Signs of our times

ON INTERSTATE 5, NORTH OF SAN DIEGO—If you blink you may miss them. Don’t blink. They are signs of the time.

They are large yellow signs of the sort that use black silhouettes—of falling rocks, leaping deer, playing children—to warn motorists. But the silhouettes on these signs are of a running family—a father, mother and small daughter. They represent illegal immigrants who risk, and sometimes lose, their lives, sprinting through the stream of speaking vehicles to evade a government checkpoint.

Here, where the surf rumbles a few hundred yards from the traffic’s roar, where the Republic runs out of room and the horizon reminds Americans of Asian nations exporting economic challenges and challenging immigrants, here two of the nation’s political preoccupations fuse: immigration and the North American Free Trade Agreement.

From the moment in the 18th century when national consciousness began emerging on the thinly-settled eastern fringe of this continent, the animating question of American politics has been: What kind of people do we want to be? Uniquely blessed by the burden of choice—the French, for example, do not share our sense of perpetual becoming—we now face, with immigration NAFTA, choices that will shape who we are.

In Sacramento and Washington, legislative hoppers are piled high with proposals, from national identity cards and increased border patrols to diminished entitlements for immigrants, to slow the flow of foreigners. Some are sound; Almost all deserve debate and will get it, evidence that anxiety about immigration is now discussable, rather than dismissible as xenophobic primitivism. But all such proposals pale in significance when compared with NAFTA.

What implies immigrants to risk everything crossing the freeway—or the ocean it borders? The hope of betterment—in a word, jobs. Most immigrants would prefer to pursue a productive future at home. NAFTA will help potential immigrants to prosper at home—if NAFTA can be rescued from current irrationalities of American politics.

Pat Buchanan Republicans, a small but gingery group, oppose both immigration and NAFTA, an incoherence matched within the Democratic Party. Many Democrats are queasy about acknowledging the principal incentive for immigrants—the availability of entry-level jobs in America—because many black leaders blame the disorderly lives of the inner-city underclass on the supposed unavailability of such jobs. Furthermore, freer trade means, as freedom generally does, an uncertain future, and so is threatening to the timid, including some Democratic constituencies, such as organized labor.

Fear (Buchanaites are timid nationalists—a phenomenon once considered a contradiction in terms) touches the immigration issue at every turn. Does immigration increase crime? Perhaps. But would denying, say, educational entitlements to the children of illegal immigrants serve domestic tranquillity?

Because governments are objectives of interests and conduits of passions, such as fear, much that governments do is mistaken. But most mistakes—spending here, taxing there—are correctable. However, if this moment for liberalized trade through NAFTA is missed, there will be a spate of surrenders by the government-in the name of “Compassion”—to timid interests demanding protection. And if immigration law is changed in a manner that codifies fear and hostility, America’s identity will be altered.

Protection, candidate Clinton said, is just a fancy word for giving up. Giving up, that is, the nation’s characteristic stance of confidence about competition and a fast unfolding future. And if immigration reform takes the form of a fearful flinching from infusions of ambitious and industrious newcomers, America will have gone far toward redefining itself as whiny and embattled.

The idea that most immigrants are drawn here, like iron fragments to a magnet, by welfare entitlements misses a huge and heartening truth. What was once called “the Protestant ethic”—faith manifested in social advancement through individual striving—is coming in quantity from Catholic countries to the south.

Richard Rodriguez, an American writer of Mexican parentage, says that Tijuana, comparable in size to its neighbor, San Diego, is, in a sense, more American than San Diego. He means that Tijuana is rawer, less middle-aged, more as America used to be in its youthful boisterousness.

But America is more than an economy, more than an arena for individual striving for material betterment. It also—it primarily—is a culture and a fabric of civic traditions. Singapore booms, but is not “American.”

In the flood tide of 19th-century American confidence, Walt Whitman proclaimed that America was more than a nation, it was a world. The justifiable concern about today’s immigration is that America may be becoming less than nation, a community lacking a clear cultural definition, a mere geographic expression.

Still, remember the reality represented by the silhouettes on the yellow signs. There is something unseemly about an America that is frightened by families sprinting across the freeway to get to work. Such an America has much more to worry about than those families.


#### [Problem to solve]
What you return should be only the lines starting at the one that contains "Identify the location of p: Save" and running to the end of the listing, exactly as written, minus any pictures.

#### [Information supplied]

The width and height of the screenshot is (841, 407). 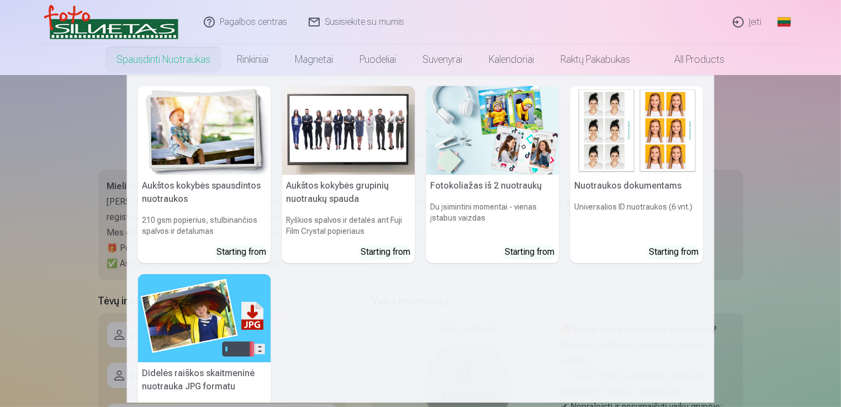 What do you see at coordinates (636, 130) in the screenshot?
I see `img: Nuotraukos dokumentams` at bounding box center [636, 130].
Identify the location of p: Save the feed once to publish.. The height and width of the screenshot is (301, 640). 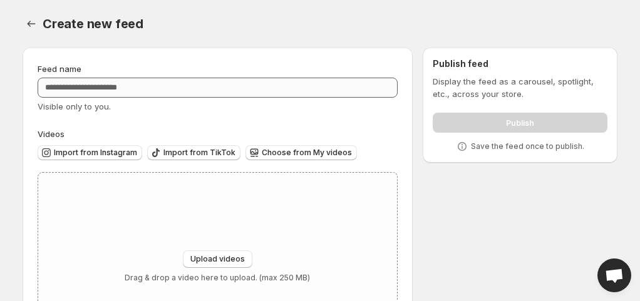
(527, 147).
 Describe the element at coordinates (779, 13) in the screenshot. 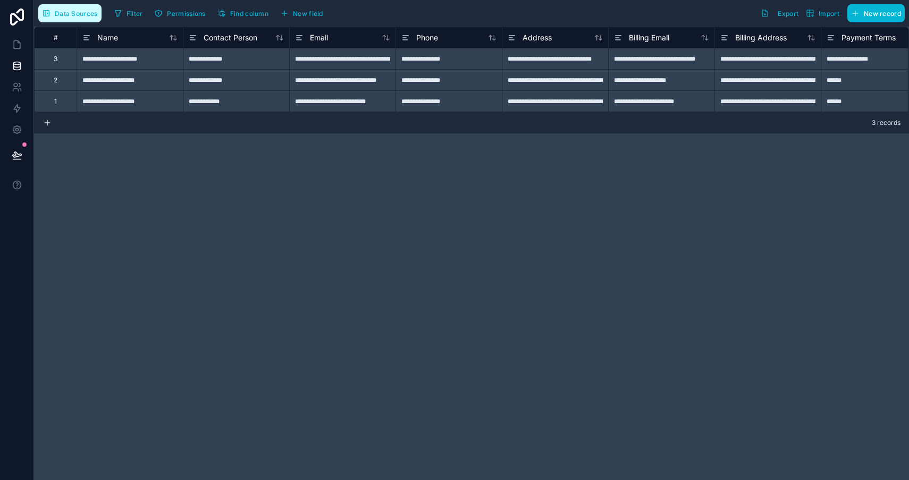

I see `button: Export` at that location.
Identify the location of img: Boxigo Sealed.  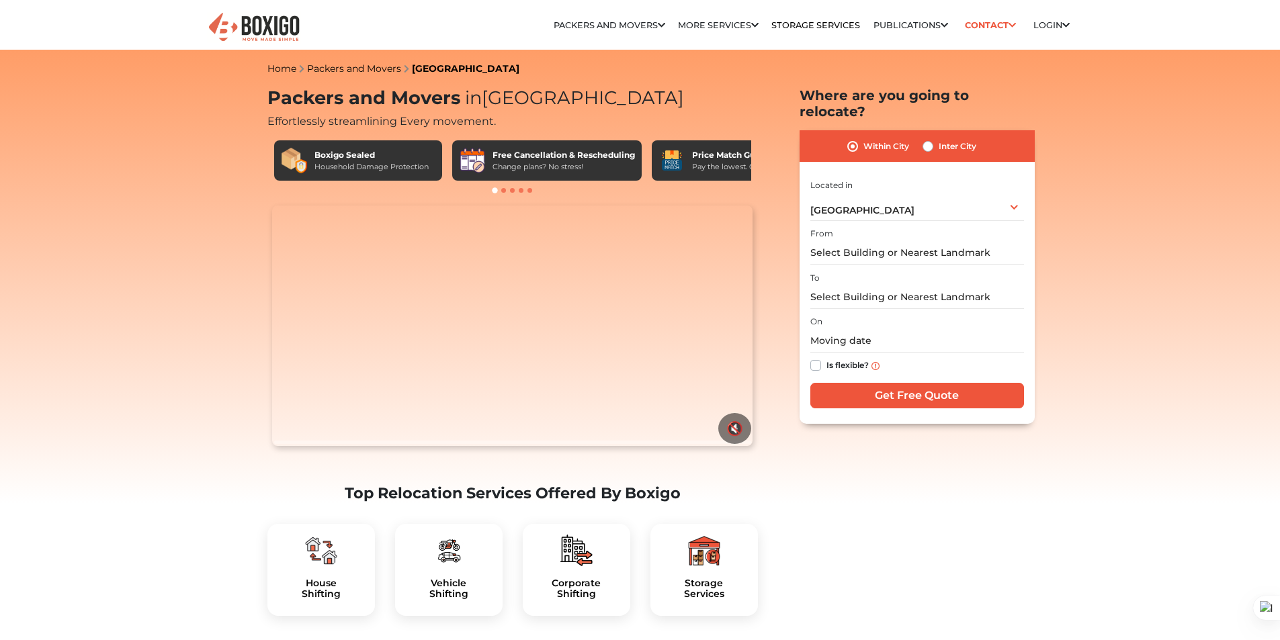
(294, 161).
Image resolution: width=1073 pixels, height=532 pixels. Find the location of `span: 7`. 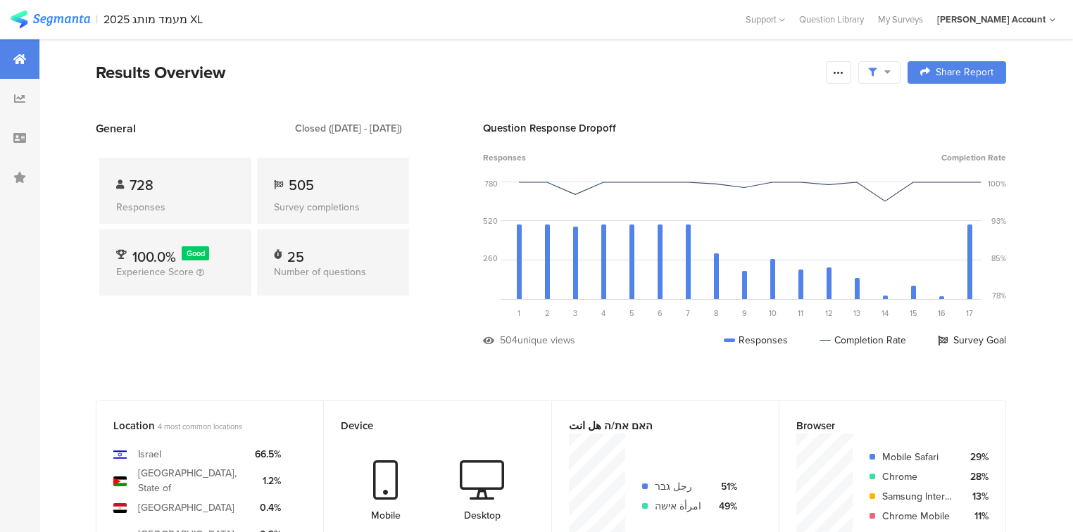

#### [Task solution]
Identify the location of p: Save the feed once to publish.. The height and width of the screenshot is (301, 640). 
(527, 147).
 Describe the element at coordinates (779, 13) in the screenshot. 

I see `button: Export` at that location.
Identify the location of img: Boxigo Sealed.  
(294, 161).
Image resolution: width=1073 pixels, height=532 pixels. Find the location of `span: 7`. 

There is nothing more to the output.